Straight_Man
Playing with Virtual Painter
3,716 Posts
29 Jun 2004, 3:17am
Registered NON-ECC is available in some speeds. THAT can be used, and you can take advantage of the mfring QC behind the Registered RAM. ECC features will not work though, the non-ECC supporting BIOS should ignore the extra module or modules-- in some cases, on non-ECC supporting baords, the sockets themselves do not have spring contacts for the ECC pinouts either. Whether Windows or another O\S will ignore ECC, in this case of using ECC on a board that does not support it, is another story entirely. And therein does lie one BIG problem with using ECC on a non-ECC supporting board: If Windows tries to use ECC features, and board cannot provide underlying logic for that, then you can get a mess of a RAM-use mishmosh as board tries to use the extra ECC module for RAM or igonres it totally and Windows tries to use it for ECC checks. You will get mapping errors that lead to RAM violates and BSODs in O\S out of this, and you will get RAM size mismatches between BIOS and Windows.
But it is not a fiscally sound thing to use either, right. CAN use registered non-ECC but not worth spending the bucks in most cases unless you soon plan to change abords to one with Registered RAM recognition in BIOS, and ECC or Registered plus ECC is not a good thing to use on a board that does not have BIOS support for it.
Real old boards and early PC gens ECC was an upgerade option for mots of boxes. BIOSs could use either. A BIOS that can ECC recognize and an OS that can map accordingly are major requirements for ECC, plus tight power cycle timings and voltages on whole board.
I would slightly mod what MM said as to registered-only RAM, but as to ECC do not use unless your board supports it, whether registered plus ECC or non-registered ECC which is a questionable thing to offer or use these days anyway compared to higher end Registered plus ECC. Registered feature is mostly a quality assurance thing, and used mostly with servers that use ECC for data integrity assurance on hardware. And ECC plus registered RAM needs tighter sync ratios to work right and sync to CPU than other more generic but high quality RAM does-- for pure Extreme OCing, would not use registered plus ECC, period. You will get a system that is very picky about what combos of timings it will accept if you use registered plus ECC-- but much better assurance of integrity of data in RAM at correct timings for RAM and CPU.
We have ignored BUFFERED RAM here, that is something else having to do with using physical (usually smaller) modules as temp storage right on the stick of RAM. Some ECC can be physically also buffered RAM (and I have seen buffered non-ECC at certain time sin history, in the age of SIMMs as best available, and BIOSs that could detect buffers on sticks). That can give you a RAM to bus latency decrease potential if the stick is QC'd right at mfr. I would not bother buying buffered OEM grade RAM. Expect to pay for QC checking of guaranteed buffered RAM.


● **Assignment**: Reproduce the records exactly. Leave the pictures out.

(Items from a data source)
▬▬▬▬▬▬▬▬▬▬

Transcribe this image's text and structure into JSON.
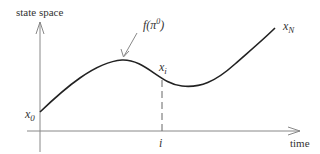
{
  "diagram": {
    "y_axis_label": "state space",
    "x_axis_label": "time",
    "curve_label": {
      "base": "f",
      "open": "(",
      "symbol": "π",
      "sup": "0",
      "close": ")"
    },
    "point_start": {
      "base": "x",
      "sub": "0"
    },
    "point_i": {
      "base": "x",
      "sub": "i"
    },
    "point_end": {
      "base": "x",
      "sub": "N"
    },
    "x_tick_label": "i"
  },
  "colors": {
    "curve": "#222222",
    "axes": "#888888",
    "text": "#333333"
  }
}
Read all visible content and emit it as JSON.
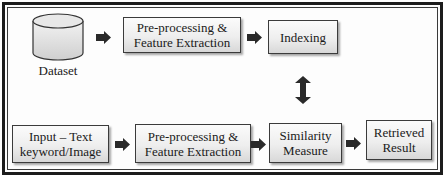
{
  "diagram": {
    "type": "flowchart",
    "title": "",
    "top_row": {
      "dataset": {
        "label": "Dataset",
        "icon": "database-cylinder-icon"
      },
      "preprocessing": {
        "line1": "Pre-processing &",
        "line2": "Feature Extraction"
      },
      "indexing": {
        "label": "Indexing"
      }
    },
    "bottom_row": {
      "input": {
        "line1": "Input – Text",
        "line2": "keyword/Image"
      },
      "preprocessing": {
        "line1": "Pre-processing &",
        "line2": "Feature Extraction"
      },
      "similarity": {
        "line1": "Similarity",
        "line2": "Measure"
      },
      "result": {
        "line1": "Retrieved",
        "line2": "Result"
      }
    },
    "edges": [
      {
        "from": "Dataset",
        "to": "Pre-processing & Feature Extraction (top)",
        "style": "right-arrow"
      },
      {
        "from": "Pre-processing & Feature Extraction (top)",
        "to": "Indexing",
        "style": "right-arrow"
      },
      {
        "from": "Indexing",
        "to": "Similarity Measure",
        "style": "double-headed-vertical-arrow"
      },
      {
        "from": "Input – Text keyword/Image",
        "to": "Pre-processing & Feature Extraction (bottom)",
        "style": "right-arrow"
      },
      {
        "from": "Pre-processing & Feature Extraction (bottom)",
        "to": "Similarity Measure",
        "style": "right-arrow"
      },
      {
        "from": "Similarity Measure",
        "to": "Retrieved Result",
        "style": "right-arrow"
      }
    ],
    "colors": {
      "border": "#1c1c1c",
      "box_fill_top": "#fbfbfb",
      "box_fill_bottom": "#d8d8d8",
      "arrow": "#2a2a2a"
    }
  }
}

▬▬▬▬▬▬▬▬▬▬

● **Answer to this exercise**:
Transcribe this image's text and structure into JSON.
{
  "diagram": {
    "y_axis_label": "state space",
    "x_axis_label": "time",
    "curve_label": {
      "base": "f",
      "open": "(",
      "symbol": "π",
      "sup": "0",
      "close": ")"
    },
    "point_start": {
      "base": "x",
      "sub": "0"
    },
    "point_i": {
      "base": "x",
      "sub": "i"
    },
    "point_end": {
      "base": "x",
      "sub": "N"
    },
    "x_tick_label": "i"
  },
  "colors": {
    "curve": "#222222",
    "axes": "#888888",
    "text": "#333333"
  }
}
Read all visible content and emit it as JSON.
{
  "diagram": {
    "type": "flowchart",
    "title": "",
    "top_row": {
      "dataset": {
        "label": "Dataset",
        "icon": "database-cylinder-icon"
      },
      "preprocessing": {
        "line1": "Pre-processing &",
        "line2": "Feature Extraction"
      },
      "indexing": {
        "label": "Indexing"
      }
    },
    "bottom_row": {
      "input": {
        "line1": "Input – Text",
        "line2": "keyword/Image"
      },
      "preprocessing": {
        "line1": "Pre-processing &",
        "line2": "Feature Extraction"
      },
      "similarity": {
        "line1": "Similarity",
        "line2": "Measure"
      },
      "result": {
        "line1": "Retrieved",
        "line2": "Result"
      }
    },
    "edges": [
      {
        "from": "Dataset",
        "to": "Pre-processing & Feature Extraction (top)",
        "style": "right-arrow"
      },
      {
        "from": "Pre-processing & Feature Extraction (top)",
        "to": "Indexing",
        "style": "right-arrow"
      },
      {
        "from": "Indexing",
        "to": "Similarity Measure",
        "style": "double-headed-vertical-arrow"
      },
      {
        "from": "Input – Text keyword/Image",
        "to": "Pre-processing & Feature Extraction (bottom)",
        "style": "right-arrow"
      },
      {
        "from": "Pre-processing & Feature Extraction (bottom)",
        "to": "Similarity Measure",
        "style": "right-arrow"
      },
      {
        "from": "Similarity Measure",
        "to": "Retrieved Result",
        "style": "right-arrow"
      }
    ],
    "colors": {
      "border": "#1c1c1c",
      "box_fill_top": "#fbfbfb",
      "box_fill_bottom": "#d8d8d8",
      "arrow": "#2a2a2a"
    }
  }
}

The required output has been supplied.